Dozens of households in Ngoc Lo village (Tan Viet) were upset when meeting us. Ms. Pham Thi Choan said: "Many traders want to go to the fields to buy guava but cannot, it is very difficult to travel and produce." This is not only a canal that provides irrigation water for production but also drains domestic water for the people. If the canal does not drain, on rainy days, wastewater from some households will flow into the house through the sewers.
According to Ms. Nguyen Thi Ly, Head of the Women's Association of Ngoc Lo village, Mr. Trong and his wife previously coordinated with the commune government to build a wall to leave a path for the village. "The commune sent cadastral officers to set up markers to prepare for road construction, but Mr.

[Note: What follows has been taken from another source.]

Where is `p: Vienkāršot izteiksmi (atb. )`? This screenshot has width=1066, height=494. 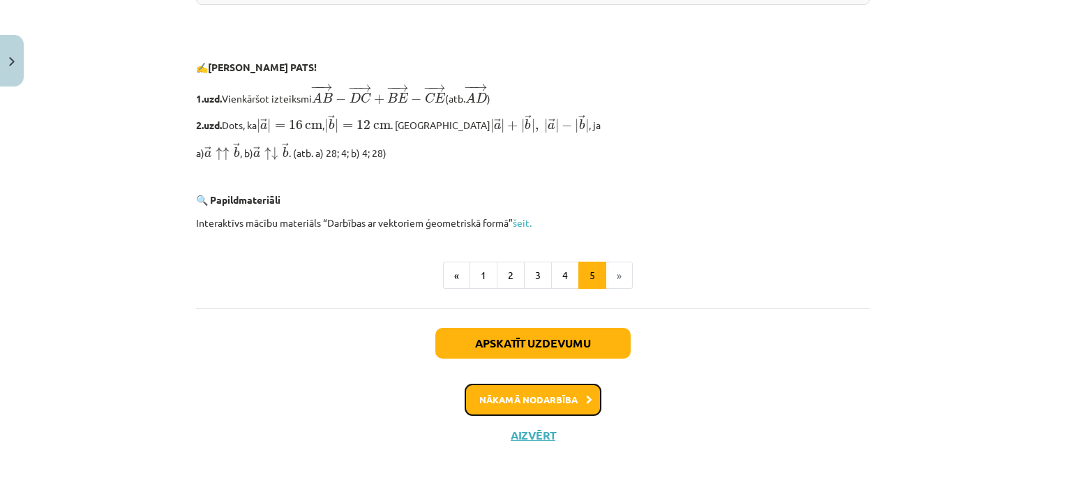 p: Vienkāršot izteiksmi (atb. ) is located at coordinates (533, 95).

Trong's daughter, Ms. Nguyen Thi Huong, came back to remove the markers. Since then, Mr. Trong and his wife firmly believed that this was their family's land and they had not encroached on it," Ms. Ly said.

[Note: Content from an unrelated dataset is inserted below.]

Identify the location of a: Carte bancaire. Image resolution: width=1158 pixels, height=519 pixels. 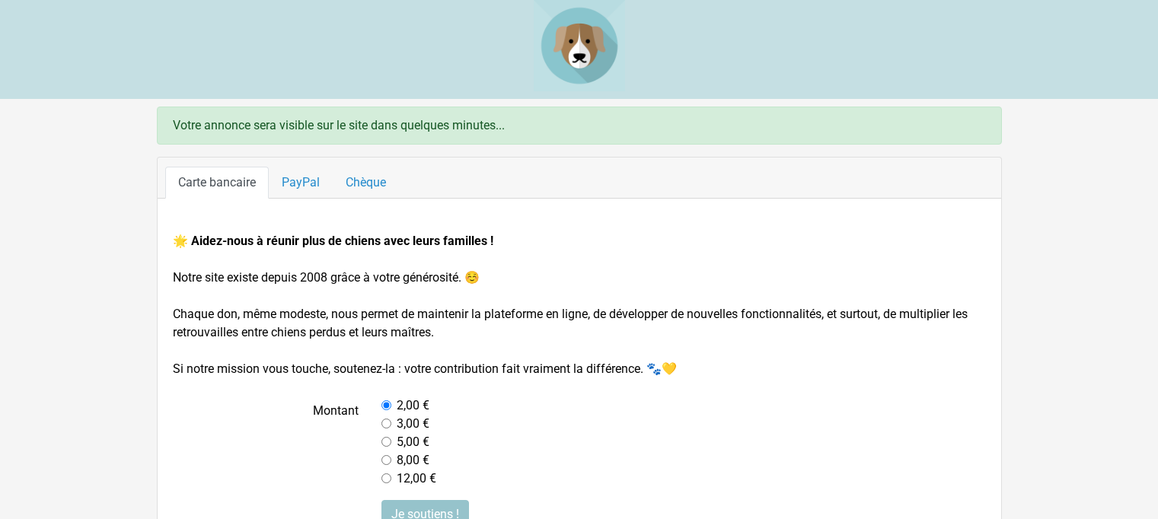
(217, 183).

According to many households, in the past, people used to go along the road on both sides of the canal to go to the fields to plant and take care of guava trees, but since Mr. Trong's family built a surrounding wall, they have had to go along the other side of the canal.
Working with us, Mr. Trong’s family affirmed that they did not encroach on anyone’s land, and that the wall was built entirely on agricultural land that he had previously purchased. The opinions of the surrounding people and neighbors are fabricated. “If anyone touches my family’s land, I will continue to file a complaint at the district, provincial, or even higher levels,” Mr. Trong said.
At the People's Committee of Tan Viet Commune, after looking up information from documents, minutes and other land records, we learned that Mr. Trong's family had an agricultural land plot in front of their house measuring 83 square meters, then bought more from some households in the village, and now this land plot is 202 square meters wide. However, when recently measured, this land plot is 280.3 square meters wide, an increase of 78.3 square meters. Due to difficulties in traveling and production, many households with cultivated land in this rice field have petitioned the People's Committee of Tan Viet Commune to reclaim the irrigation land so that people can renovate, clear ditches and build roads to the fields.
Ms. Nguyen Thi Duyen, Vice Chairwoman of Tan Viet Commune People's Committee, said that many times the leaders of the commune and village have come to the house to propagate and persuade Mr. Trong's family to move the wall back inside, return the ditches so that people can renovate them to make roads to the fields because this is also one of the criteria for building new rural areas, advanced new rural areas, and exemplary ones. The Commune People's Committee has come to work and agreed to take 55.2 m2 of the above-mentioned increased land area for people to build roads to the fields. Thus, Mr. Trong's family can still use 23.1 m2 of irrigation land until the commune needs to continue to reclaim it. However, Mr. Trong's family did not cooperate and did not agree with the above agreement. The Commune People's Committee invited staff and officers of the Thanh Ha District Land Use Rights Registration Office to measure and determine the boundary, and asked Mr. Trong's family to dismantle the surrounding wall themselves, but the family did not comply.